The term "affordability" is often avoided by economists because it is not well defined and includes an element of subjectivity based on varying opinions on what is and what is not affordable. Gilmer and Kronick have demonstrated that there is a degree of objectivity in the concept of affordability since the "affordability index" (per capita health spending for nonelderly insured adults divided by the median income of nonelderly adult workers) does correlate quite predictably with the percentage uninsured among nonelderly workers. This article provides us with credibility when we state that health care is becoming less and less affordable.
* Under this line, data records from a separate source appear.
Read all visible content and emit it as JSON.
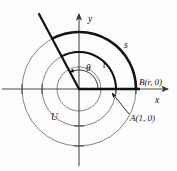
{
  "figure": {
    "type": "math-diagram",
    "axes": {
      "x_label": "x",
      "y_label": "y",
      "x_axis_name": "x-axis",
      "y_axis_name": "y-axis"
    },
    "labels": {
      "angle": "θ",
      "arc_outer": "s",
      "arc_inner": "t",
      "unit_region": "U",
      "point_a": "A(1, 0)",
      "point_b": "B(r, 0)"
    },
    "geometry": {
      "origin": [
        79,
        89
      ],
      "circle_radii": [
        22,
        37,
        57
      ],
      "ray_angle_degrees": 118,
      "arc_start_degrees": 0,
      "arc_end_degrees": 118,
      "point_a_x": 116,
      "point_b_x": 136
    },
    "colors": {
      "stroke_bold": "#111111",
      "stroke_thin": "#6b6b6b",
      "axis": "#4a4a4a",
      "background": "#fdfdfd"
    }
  }
}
This article also provides us with a prediction of what would happen if we were able to bring the rate in growth of health spending down to the rate of inflation, assuming no other structural reform of health care financing. They project that an additional 13 million will be without insurance in 2013. Of those, 4.4 million would be due merely to the increase in the population, whereas 8.6 million would be due to a further deterioration in affordability. Though many suggest that all will be well if we merely control health care costs, the numbers of uninsured would still expand by 4.4 million. Obviously structural reform must involve more than merely containing costs.
Another crucial point is that the authors' model implicitly assumes that health insurance premiums will continue to purchase coverage that would provide financial protection against significant medical losses. Unfortunately, current trends could change their model. Competition based on premiums is resulting in a shift of risk to patients. Reports such as the recent Harvard bankruptcy study are demonstrating that we are facing an epidemic of underinsurance. Although this could reduce the upward pressure on premiums and lessen the growth in the uninsured, it could also have the paradoxical affect of causing even more to drop coverage when they recognize that it no longer protects against financial catastrophe. Why invest large sums in insurance premiums when major illness will drain all of your resources anyway?
Gilmer and Kronick are quite right that we need both universal coverage and more effective cost containment. But our current demand side efforts utilizing private plans can only increase the problem of underinsurance and affordability of health care. We need to change to supply side economics if we expect to have affordable, comprehensive care for everyone.
A single payer system, by design, is universal, comprehensive, and utilizes supply side mechanisms to contain costs. In the United States, the $6423 per capita that we are already spending on health care supplies some of us with too much care that is not beneficial, while leaving many with unmet needs. But we won't get our spending right until we decide to adopt supply side funding of a universal system. It won't be perfect (no system is), but it'll be vastly superior to what we have.
Or we can continue to do nothing. The lack of insurance will then cost us 22,500 nonelderly adult lives per year. Is that a price that we are willing to pay for our inaction? Before grumbling about another stupid rhetorical question, think about the consequences of merely walking away and going about your usual business. Tens of thousands of people will continue to die.